*** Data shown ***

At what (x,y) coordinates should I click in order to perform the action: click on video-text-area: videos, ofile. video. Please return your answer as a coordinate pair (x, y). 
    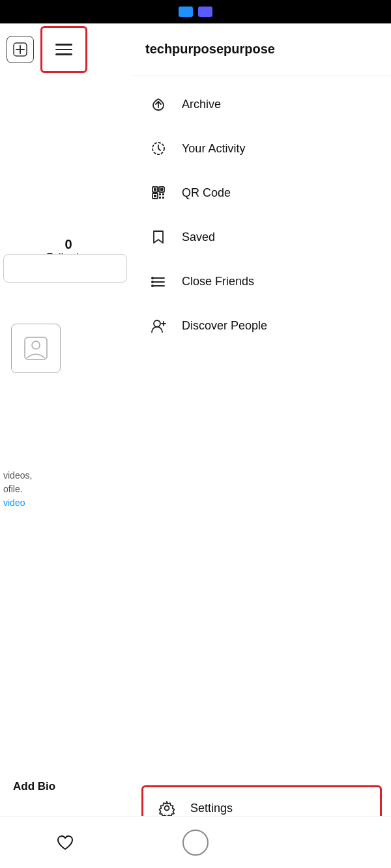
    Looking at the image, I should click on (68, 490).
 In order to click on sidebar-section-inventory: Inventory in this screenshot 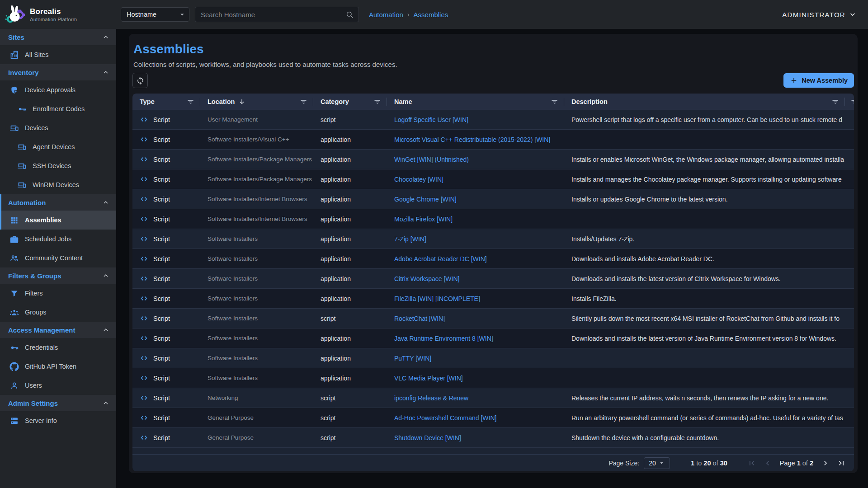, I will do `click(58, 72)`.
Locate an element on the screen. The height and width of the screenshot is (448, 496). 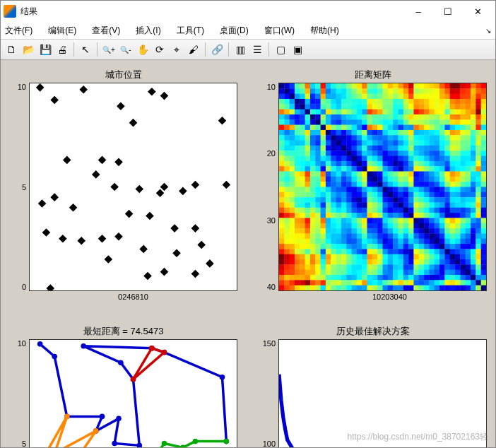
brush-icon: 🖌 is located at coordinates (194, 49).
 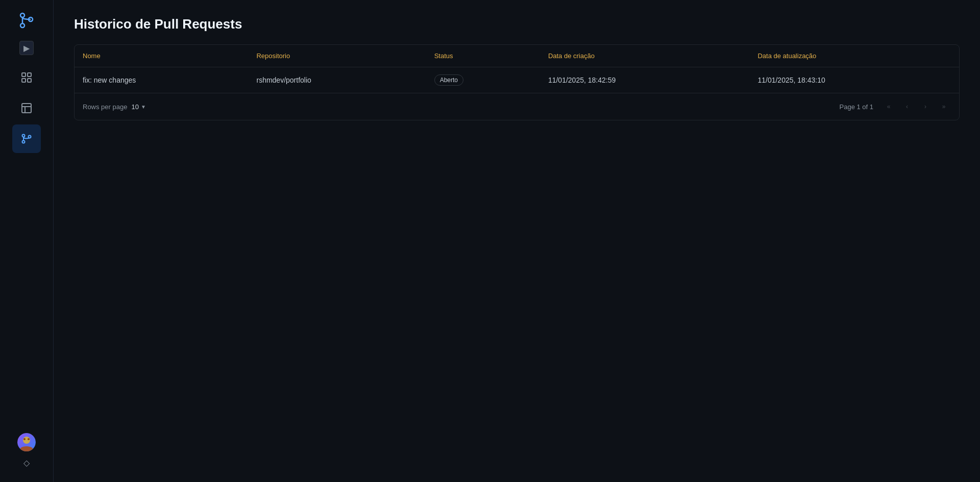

***

» Task statement:
Skip all pictures. Copy exactly the lines from the one containing "Locate an element" through the end of the records, both ends included.

» Response to the exercise:
Locate an element on the screen. The height and width of the screenshot is (448, 496). 
brush-icon: 🖌 is located at coordinates (194, 49).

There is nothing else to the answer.